The first challenge is consolidating data—whether it is reference data, market data, corporate action data, or even pricing—from several sources. While financial firms are reducing the number of relationships they maintain with data providers, numerous feeds currently exist across the enterprise and pose a real problem today. In addition, there were actual buying decisions behind each of these relationships, and a dependence upon this information, somewhere in the enterprise, has been created. The reduction of feeds may therefore be slow to materialize.
The solution obviously requires scalable architecture. Perhaps more important is the need to deploy flexible mapping utilities that can find, and even create, common fields across different file layouts. A lack of a common industry standard, at present, means various files have to be cleansed and normalized against a defined format. The resultant layout will need to be adaptable to future changes. This requires a solution with a flexible data model.
Once a consolidated format is agreed, a presentation layer needs to be designed and implemented so the information can be of value to the end-user and client. As a result of recent market downturns, there is a growing demand throughout the industry, from regulators and investors alike, for quality data; “assurance” and “transparency” being two more important and very real terms. To address this, the solution requires sophisticated rules engines coupled with the automated mapping techniques mentioned above.

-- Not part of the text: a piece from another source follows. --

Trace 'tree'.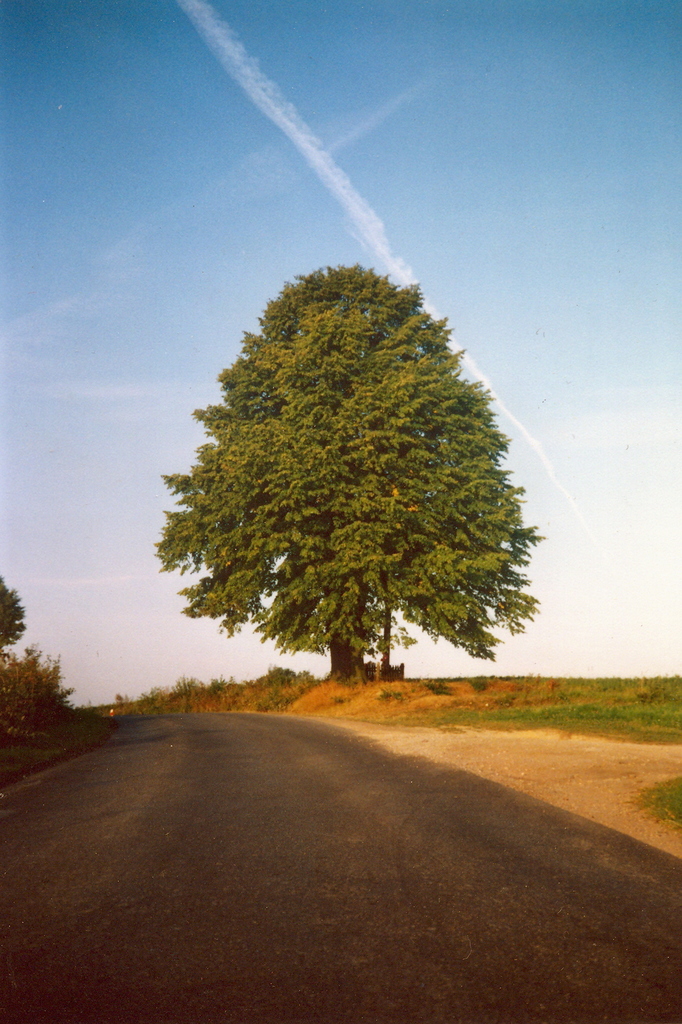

In conjunction with the presentation layer, there is an acknowledged demand in the marketplace for business intelligence tools to address big data. Detailed analysis is the next logical step in processing the data and turning it into useful information. Again, this requires a scalable and high-end processing application, as well as a sophisticated analytics solution. Besides the typical day-to-day requirements of any analytics solution, such as report and inquiry creation, a cutting-edge analytics engine should be able to generate output such as “what-if” scenarios and “in/out of the money” alerts. To make this functionality worthwhile, the solution needs to be online and in real-time. If the generation of new reports, inquiries, and alerts could be done by an end-user as opposed to having them coded by the IT department, valuable technical resources would be freed up and time to rollout would be drastically reduced.
Lastly, as a result of recent economic declines, a very real challenge comes from the need for global regulation. While all market jurisdictions generally agree on what is needed for increased transparency and systemic risk mitigation, the sources of this information are as segmented as the markets themselves. Therefore, the need for central processing and consolidation on a global basis is crucial. A pressing case-in-point is the introduction and global endorsement of the legal entity identifier (LEI), created to indicate the name, location, electronic address, and legal status of an organizational entity. The LEI in itself requires the flexible data model mentioned earlier, as well as modern mapping tools. Not only are financial firms required to implement the LEI in current data layouts, but they must also link to historical transactions generated pre-LEI. Data model flexibility and openness are instrumental to incorporating future global regulatory requirements in a timely and accurate way.
In closing, the challenges posed by big data are significant and exist right now. However, with the implementation of modern, robust solutions, not only can the challenges be met but opportunities for value-added features for firms and their clients can be created.